A Canadian study has provided further evidence that older adults are less capable than their younger counterparts in filtering out distracting information.

Washington, November 26 : A Canadian study has provided further evidence that older adults are less capable than their younger counterparts in filtering out distracting information.

Scientists with the Rotman Research Institute at Baycrest have revealed that they made this discovery while scanning the brains of some research participants while they were inside the noisy functional magnetic resonance imaging (fMRI) scanner.

The researchers said that it was due to the annoying noise of the scanner that they could discover a unique brain activity underlying memory-encoding failure, which appeared to occur only in older brains.

During the study, 12 younger adults of average age 26 and 12 older adults of average age 70 participated in a face recognition task that involved having their brains scanned with fMRI, as they were shown pictures of faces and later again when trying to recall whether they'd seen each face before.

The study showed that when younger and older adults had difficulty encoding a new memory (certain face), which was marked by decreased activity in brain regions important for encoding, such as the hippocampus.

Though the researchers were not surprised by that finding because of an abundance of scientific evidence indicating the importance of hippocampus for making memories, they observed that the older brains showed additional increased activation in certain regions during memory encoding failure that was not found in younger brains.

"The older brains showed increased activation in certain regions that normally should be quieter or tuned down," said Dale Stevens, who led the study as a psychology graduate at Baycrest's Rotman Research Institute, with senior scientists Drs. Cheryl Grady and Lynn Hasher, both of whom are distinguished researchers in aging, memory, attention and distraction.

"The auditory cortex and prefrontal cortex, which are associated with external environmental monitoring, were idling too high. The older brains were processing too much irrelevant information from their external environment - basically the scanner noise," said Dr.

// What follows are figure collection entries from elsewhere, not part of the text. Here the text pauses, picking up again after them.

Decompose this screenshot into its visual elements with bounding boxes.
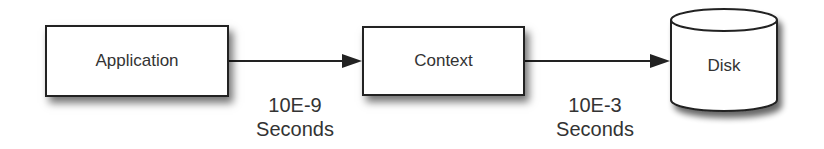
application-node: Application [45, 25, 229, 97]
edge-label-context-disk: 10E-3 Seconds [540, 93, 650, 141]
application-label: Application [95, 51, 178, 71]
edge-label-app-context: 10E-9 Seconds [240, 93, 350, 141]
disk-label-text: Disk [707, 56, 740, 75]
edge-label-unit: Seconds [240, 117, 350, 141]
latency-diagram: Application Context Disk 10E-9 Seconds 1… [0, 0, 824, 149]
arrow-application-to-context [228, 54, 362, 68]
edge-label-value: 10E-3 [540, 93, 650, 117]
arrow-context-to-disk [524, 54, 670, 68]
context-label: Context [414, 51, 473, 71]
edge-label-unit: Seconds [540, 117, 650, 141]
edge-label-value: 10E-9 [240, 93, 350, 117]
context-node: Context [362, 26, 525, 96]
disk-label: Disk [671, 56, 777, 76]
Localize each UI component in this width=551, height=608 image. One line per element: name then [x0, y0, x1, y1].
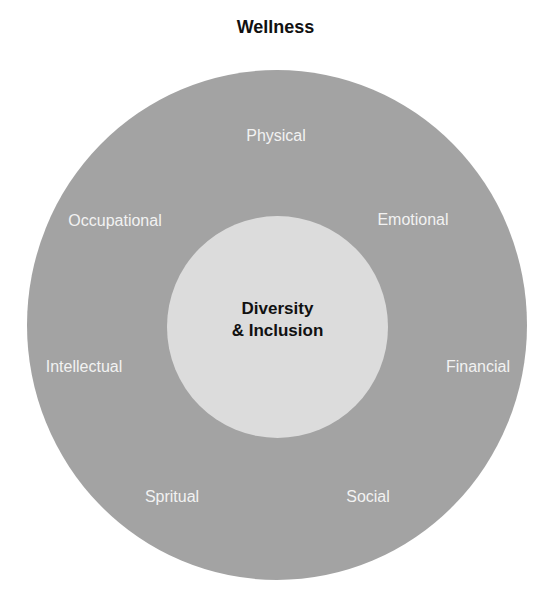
center-label-line1: Diversity [167, 298, 388, 320]
center-label: Diversity & Inclusion [167, 298, 388, 342]
center-label-line2: & Inclusion [167, 320, 388, 342]
dimension-intellectual: Intellectual [46, 358, 123, 376]
dimension-social: Social [346, 488, 390, 506]
dimension-spiritual: Spritual [145, 488, 199, 506]
dimension-occupational: Occupational [68, 212, 161, 230]
dimension-physical: Physical [246, 127, 306, 145]
diagram-title: Wellness [0, 17, 551, 38]
dimension-emotional: Emotional [377, 211, 448, 229]
dimension-financial: Financial [446, 358, 510, 376]
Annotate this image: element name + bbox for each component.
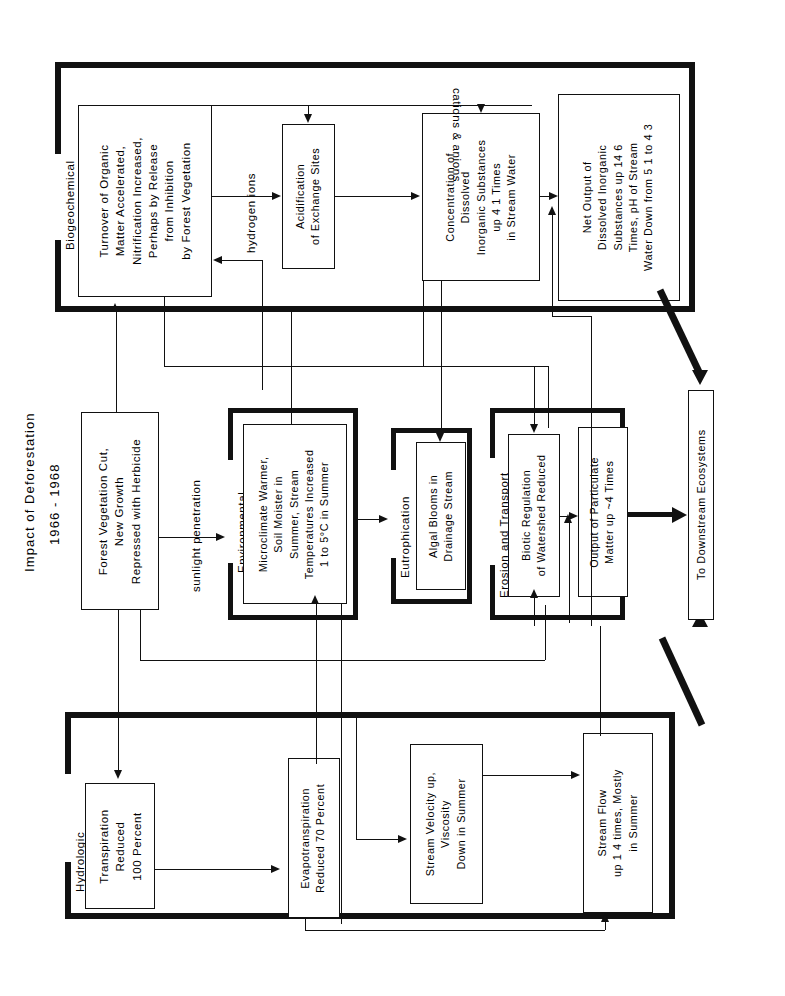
band-eutrophication-edge-left-upper <box>391 428 396 470</box>
box-transpiration: Transpiration Reduced 100 Percent <box>85 783 155 909</box>
arrow-lower-bus-to-biotic <box>530 424 538 433</box>
line-through-microclimate-right <box>341 604 342 924</box>
box-algal-blooms: Algal Blooms in Drainage Stream <box>416 442 466 590</box>
band-hydrologic-edge-top <box>65 712 675 718</box>
line-into-microclimate-left <box>316 604 317 764</box>
arrow-hydrogen-ions <box>272 192 281 200</box>
line-evapo-loop <box>305 930 605 931</box>
band-eutrophication-edge-top <box>391 428 472 433</box>
band-environmental-edge-right <box>353 408 358 620</box>
edge-label-sunlight-penetration: sunlight penetration <box>190 480 202 592</box>
band-eutrophication-edge-right <box>467 428 472 604</box>
band-eutrophication-edge-left-lower <box>391 558 396 604</box>
line-lower-bus-to-biotic <box>534 366 535 424</box>
band-biogeochemical-edge-left-upper <box>55 62 61 154</box>
band-hydrologic-edge-bottom <box>65 913 675 919</box>
box-output-particulate: Output of Particulate Matter up ~4 Times <box>578 427 628 597</box>
box-evapotranspiration: Evapotranspiration Reduced 70 Percent <box>288 758 340 918</box>
line-sunlight-penetration <box>159 537 216 538</box>
band-hydrologic-edge-left-upper <box>65 712 71 774</box>
line-forest-to-transpiration <box>118 610 119 770</box>
arrow-upriser-to-particulate <box>564 514 572 523</box>
line-forest-second-bus <box>140 660 545 661</box>
band-hydrologic-edge-left-lower <box>65 862 71 919</box>
box-biotic-regulation-text: Biotic Regulation of Watershed Reduced <box>509 435 559 596</box>
band-label-biogeochemical: Biogeochemical <box>64 160 76 250</box>
diagram-canvas: Impact of Deforestation 1966 - 1968 Biog… <box>0 0 785 996</box>
box-acidification: Acidification of Exchange Sites <box>282 124 335 269</box>
arrow-particulate-to-downstream <box>672 507 687 523</box>
line-hydrogen-ions <box>212 196 272 197</box>
band-biogeochemical-edge-bottom <box>55 306 695 312</box>
arrow-forest-to-turnover <box>111 303 119 312</box>
line-riser-to-net-output-elbow <box>552 316 591 317</box>
line-stream-flow-riser <box>600 626 601 736</box>
line-lower-bus-right-drop <box>548 366 549 428</box>
arrow-stream-velocity-to-stream-flow <box>571 771 580 779</box>
arrow-evapo-loop-to-stream-flow <box>601 913 609 922</box>
line-environmental-to-eutrophication <box>358 519 379 520</box>
line-feedback-into-turnover <box>222 260 262 261</box>
box-stream-velocity-text: Stream Velocity up, Viscosity Down in Su… <box>411 745 482 903</box>
box-acidification-text: Acidification of Exchange Sites <box>283 125 334 268</box>
box-microclimate-text: Microclimate Warmer, Soil Moister in Sum… <box>244 425 346 603</box>
line-microclimate-up <box>291 312 292 424</box>
band-environmental-edge-top <box>228 408 358 413</box>
arrow-feedback-into-turnover <box>213 256 222 264</box>
line-concentration-left-drop <box>423 281 424 366</box>
box-turnover-text: Turnover of Organic Matter Accelerated, … <box>79 106 211 296</box>
thick-connector-hydrologic-to-downstream <box>660 620 785 760</box>
line-feedback-turnover-riser <box>262 260 263 390</box>
band-biogeochemical-edge-left-lower <box>55 240 61 312</box>
box-forest-vegetation-cut: Forest Vegetation Cut, New Growth Repres… <box>81 412 159 610</box>
band-erosion-edge-left-upper <box>490 408 495 458</box>
line-forest-second-bus-riser <box>545 605 546 660</box>
arrow-acidification-to-concentration <box>411 192 420 200</box>
arrow-concentration-to-algal <box>436 433 444 442</box>
band-eutrophication-edge-bottom <box>391 599 472 604</box>
arrow-into-microclimate-left <box>311 595 319 604</box>
line-acidification-to-concentration <box>335 196 411 197</box>
line-concentration-to-net-output <box>540 196 549 197</box>
thick-connector-biogeochemical-to-downstream <box>660 290 785 410</box>
line-stream-velocity-to-stream-flow <box>483 775 571 776</box>
figure-title-line2: 1966 - 1968 <box>47 464 62 546</box>
box-concentration-text: Concentration of Dissolved Inorganic Sub… <box>423 114 539 280</box>
box-stream-flow: Stream Flow up 1 4 times, Mostly in Summ… <box>583 733 653 913</box>
box-stream-flow-text: Stream Flow up 1 4 times, Mostly in Summ… <box>584 734 652 912</box>
band-erosion-edge-top <box>490 408 625 413</box>
line-transpiration-to-evapotranspiration <box>155 869 271 870</box>
band-biogeochemical-edge-top <box>55 62 695 68</box>
box-turnover: Turnover of Organic Matter Accelerated, … <box>78 105 212 297</box>
band-biogeochemical-edge-right <box>689 62 695 312</box>
box-to-downstream-ecosystems: To Downstream Ecosystems <box>688 390 714 620</box>
line-lower-bus-left-riser <box>164 312 165 366</box>
figure-title-line1: Impact of Deforestation <box>22 412 37 572</box>
line-evapo-loop-riser <box>605 922 606 930</box>
box-net-output: Net Output of Dissolved Inorganic Substa… <box>558 94 680 301</box>
box-biotic-regulation: Biotic Regulation of Watershed Reduced <box>508 434 560 597</box>
arrow-riser-to-net-output <box>548 206 556 215</box>
line-into-biotic <box>534 598 535 626</box>
box-algal-blooms-text: Algal Blooms in Drainage Stream <box>417 443 465 589</box>
band-environmental-edge-left-lower <box>228 563 233 620</box>
line-riser-to-net-output <box>552 215 553 316</box>
arrow-bus-to-concentration <box>477 104 485 113</box>
line-elbow-riser-to-stream-velocity <box>356 715 357 839</box>
line-forest-to-turnover <box>116 312 117 412</box>
box-microclimate: Microclimate Warmer, Soil Moister in Sum… <box>243 424 347 604</box>
edge-label-hydrogen-ions: hydrogen ions <box>245 173 257 253</box>
arrow-bus-to-acidification <box>304 114 312 123</box>
arrow-forest-to-transpiration <box>114 770 122 779</box>
box-transpiration-text: Transpiration Reduced 100 Percent <box>86 784 154 908</box>
box-concentration: Concentration of Dissolved Inorganic Sub… <box>422 113 540 281</box>
box-evapotranspiration-text: Evapotranspiration Reduced 70 Percent <box>289 759 339 917</box>
line-riser-net-output-long <box>591 316 592 626</box>
band-erosion-edge-bottom <box>490 615 625 620</box>
box-stream-velocity: Stream Velocity up, Viscosity Down in Su… <box>410 744 483 904</box>
line-elbow-to-stream-velocity <box>356 839 398 840</box>
arrow-sunlight-penetration <box>216 533 225 541</box>
band-label-eutrophication: Eutrophication <box>399 496 411 578</box>
arrow-environmental-to-eutrophication <box>379 515 388 523</box>
line-evapo-down <box>305 918 306 930</box>
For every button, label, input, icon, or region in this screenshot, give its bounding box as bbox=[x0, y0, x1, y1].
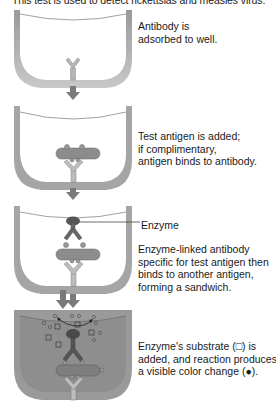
step-3-line-3: binds to another antigen, bbox=[138, 268, 269, 281]
step-2-line-1: Test antigen is added; bbox=[138, 130, 257, 143]
down-arrow-icon bbox=[66, 86, 80, 100]
antibody-icon bbox=[64, 160, 83, 182]
step-1-label: Antibody is adsorbed to well. bbox=[138, 20, 217, 45]
enzyme-callout: Enzyme bbox=[141, 219, 179, 231]
step-2-line-2: if complimentary, bbox=[138, 143, 257, 156]
antibody-icon bbox=[64, 262, 83, 286]
step-3-label: Enzyme-linked antibody specific for test… bbox=[138, 243, 269, 293]
well-1 bbox=[12, 8, 136, 100]
antibody-icon bbox=[66, 58, 80, 80]
step-3-line-1: Enzyme-linked antibody bbox=[138, 243, 269, 256]
step-2-label: Test antigen is added; if complimentary,… bbox=[138, 130, 257, 168]
step-3-line-4: forming a sandwich. bbox=[138, 281, 269, 294]
figure-title: This test is used to detect rickettsias … bbox=[12, 0, 265, 6]
step-2-panel: Test antigen is added; if complimentary,… bbox=[0, 104, 276, 202]
enzyme-icon bbox=[66, 329, 80, 339]
well-4 bbox=[12, 308, 136, 402]
step-4-panel: Enzyme's substrate (□) is added, and rea… bbox=[0, 308, 276, 402]
step-2-line-3: antigen binds to antibody. bbox=[138, 155, 257, 168]
step-3-line-2: specific for test antigen then bbox=[138, 256, 269, 269]
enzyme-linked-antibody-icon bbox=[64, 223, 82, 240]
step-4-line-3: a visible color change (●). bbox=[138, 365, 276, 378]
step-4-label: Enzyme's substrate (□) is added, and rea… bbox=[138, 340, 276, 378]
step-3-panel: Enzyme Enzyme-linked antibody specific f… bbox=[0, 204, 276, 308]
step-4-line-2: added, and reaction produces bbox=[138, 353, 276, 366]
antigen-icon bbox=[56, 243, 100, 264]
step-1-panel: Antibody is adsorbed to well. bbox=[0, 8, 276, 103]
down-arrow-icon bbox=[55, 290, 71, 310]
well-3 bbox=[12, 204, 142, 308]
step-4-line-1: Enzyme's substrate (□) is bbox=[138, 340, 276, 353]
antigen-icon bbox=[56, 145, 100, 163]
well-2 bbox=[12, 104, 136, 200]
step-1-line-1: Antibody is bbox=[138, 20, 217, 33]
step-1-line-2: adsorbed to well. bbox=[138, 33, 217, 46]
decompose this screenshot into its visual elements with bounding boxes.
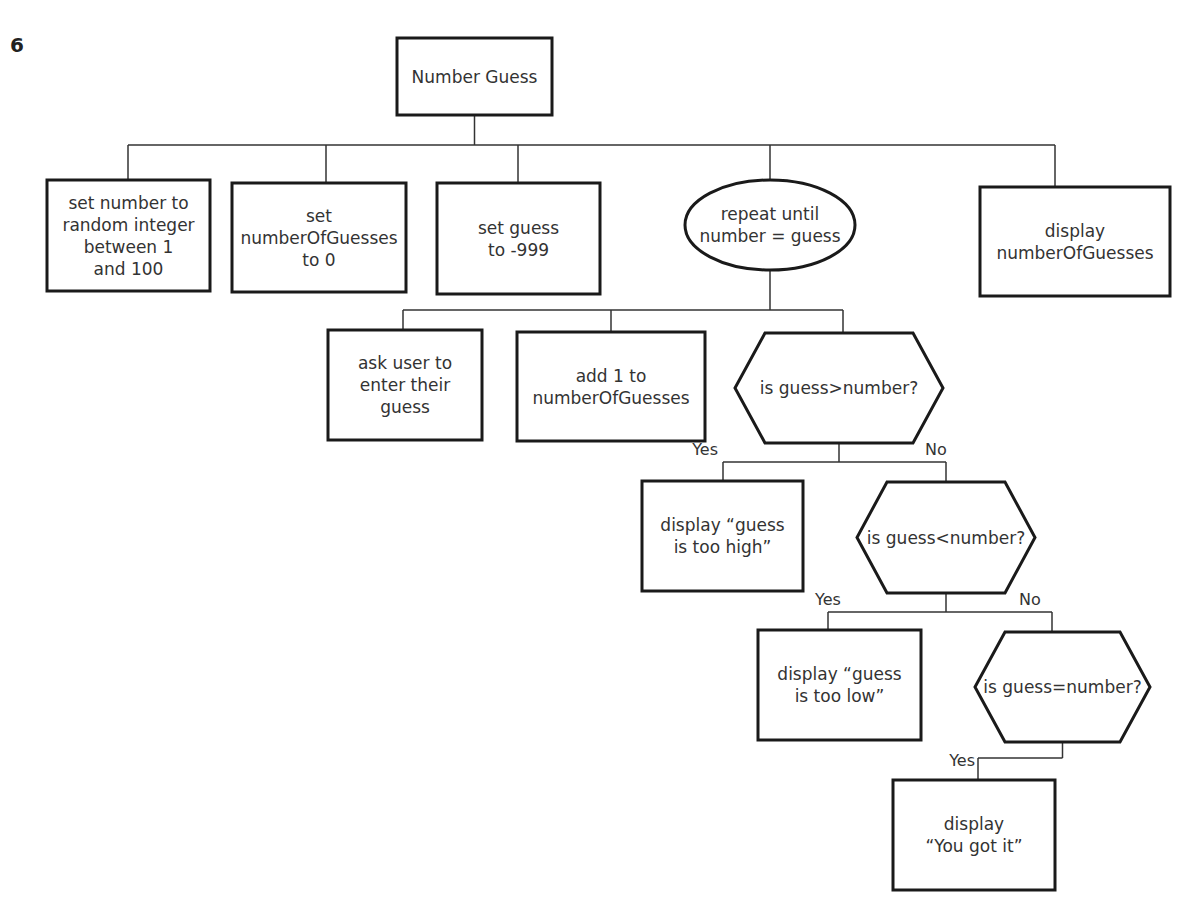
node-label-line: guess (380, 397, 430, 417)
nodes: Number Guessset number torandom integerb… (47, 38, 1170, 890)
process-box (642, 481, 803, 591)
node-label-line: Number Guess (412, 67, 538, 87)
node-q-equal: is guess=number? (975, 632, 1150, 742)
node-root: Number Guess (397, 38, 552, 115)
node-ask-user: ask user toenter theirguess (328, 330, 482, 440)
node-q-greater: is guess>number? (735, 333, 943, 443)
node-label-line: is guess>number? (760, 378, 918, 398)
node-label-line: numberOfGuesses (996, 243, 1153, 263)
node-label-line: enter their (360, 375, 450, 395)
node-too-high: display “guessis too high” (642, 481, 803, 591)
node-label-line: is guess<number? (867, 528, 1025, 548)
node-label-line: is guess=number? (983, 677, 1141, 697)
node-display-count: displaynumberOfGuesses (980, 187, 1170, 296)
node-label-line: set guess (478, 218, 559, 238)
branch-label-yes: Yes (814, 590, 841, 609)
structure-diagram: 6 Number Guessset number torandom intege… (0, 0, 1200, 909)
node-got-it: display“You got it” (893, 780, 1055, 890)
node-repeat: repeat untilnumber = guess (685, 180, 855, 270)
node-too-low: display “guessis too low” (758, 630, 921, 740)
process-box (980, 187, 1170, 296)
process-box (517, 332, 705, 441)
node-q-less: is guess<number? (857, 482, 1035, 593)
node-add-one: add 1 tonumberOfGuesses (517, 332, 705, 441)
node-label-line: and 100 (94, 259, 164, 279)
node-label-line: set (306, 206, 332, 226)
node-label-line: is too high” (674, 537, 772, 557)
node-set-number: set number torandom integerbetween 1and … (47, 180, 210, 291)
loop-ellipse (685, 180, 855, 270)
node-label-line: “You got it” (926, 836, 1023, 856)
node-label-line: numberOfGuesses (240, 228, 397, 248)
node-label-line: repeat until (721, 204, 819, 224)
node-label-line: ask user to (358, 353, 452, 373)
branch-label-no: No (1019, 590, 1041, 609)
node-label-line: random integer (62, 215, 194, 235)
branch-label-yes: Yes (948, 751, 975, 770)
node-label-line: numberOfGuesses (532, 388, 689, 408)
node-label-line: is too low” (795, 686, 885, 706)
node-label-line: to 0 (302, 250, 335, 270)
node-label-line: display (944, 814, 1004, 834)
process-box (758, 630, 921, 740)
branch-label-yes: Yes (691, 440, 718, 459)
node-set-guess: set guessto -999 (437, 183, 600, 294)
node-label-line: set number to (68, 193, 188, 213)
node-label: is guess=number? (983, 677, 1141, 697)
node-label: is guess<number? (867, 528, 1025, 548)
node-label-line: to -999 (488, 240, 549, 260)
process-box (893, 780, 1055, 890)
question-number: 6 (10, 33, 24, 57)
node-label: Number Guess (412, 67, 538, 87)
node-label-line: display (1045, 221, 1105, 241)
node-set-guesses: setnumberOfGuessesto 0 (232, 183, 406, 292)
node-label-line: between 1 (84, 237, 174, 257)
branch-label-no: No (925, 440, 947, 459)
process-box (437, 183, 600, 294)
node-label-line: display “guess (660, 515, 784, 535)
node-label-line: display “guess (777, 664, 901, 684)
node-label: is guess>number? (760, 378, 918, 398)
node-label-line: number = guess (699, 226, 840, 246)
node-label-line: add 1 to (576, 366, 647, 386)
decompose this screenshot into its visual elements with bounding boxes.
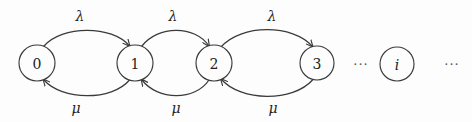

Stevens, who is now a post-doctoral fellow in the Department of Psychology and Cognitive Neuroscience at Harvard University.

The researcher said that the younger brains did not show the abnormal high idling observed in older participants, during their failed memory encoding.

While older adults performed as well as their younger cohorts in the number of faces correctly recognized, the older adults forgot more faces overall than younger adults.

Dr. Stevens said that that was partially due to the inability of the older brains to tune out the distracting noise, when they were trying to form new memories of faces.

The researcher revealed that researcher participants are generally given ear plugs and cushions around the head and ears to block the "jack hammer" sort of noise the fMRI scanner makes, but older individuals complain more often than younger ones that the noise is irritating.

"Not only are we reporting new brain evidence of the well known problem of distraction in aging, but we show that the fMRI might inherently make older adults' cognitive performance worse than it would be in the real world, outside the scanner," noted Dr. Grady.

A research article was published by the Journal of Cognitive Neuroscience.